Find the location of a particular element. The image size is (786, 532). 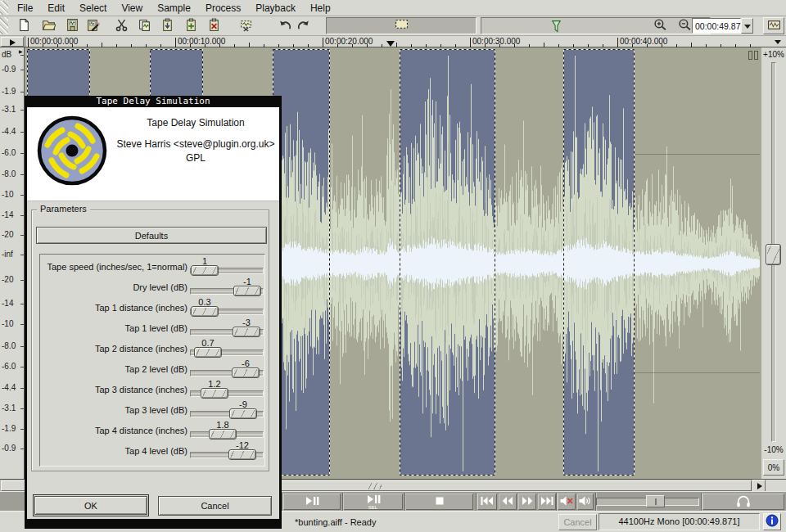

new-file-icon is located at coordinates (25, 26).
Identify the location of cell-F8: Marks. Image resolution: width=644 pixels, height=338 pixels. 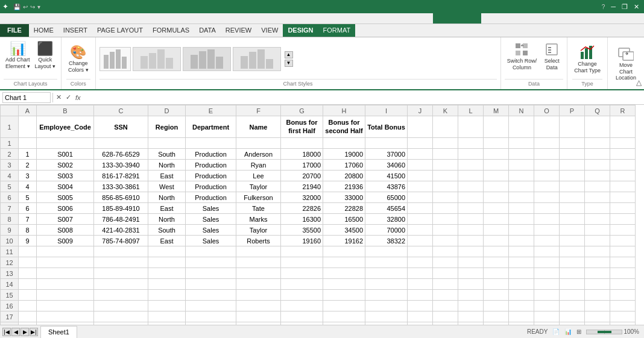
(259, 219).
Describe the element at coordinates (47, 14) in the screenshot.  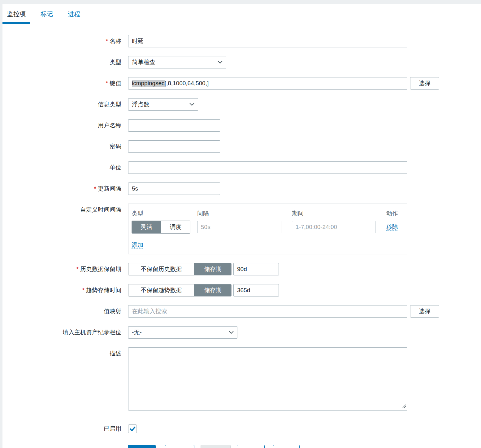
I see `tab-tags: 标记` at that location.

REQUIRED ACTION:
All text in the material above must be written out exactly; the images are to be skipped.

OUTPUT OF THE TASK:
Find the location of a particular element. The image size is (786, 532). 

new-file-icon is located at coordinates (25, 26).
Identify the location of cell-F8: Marks. Image resolution: width=644 pixels, height=338 pixels. 
(259, 219).
Describe the element at coordinates (47, 14) in the screenshot.  
I see `tab-tags: 标记` at that location.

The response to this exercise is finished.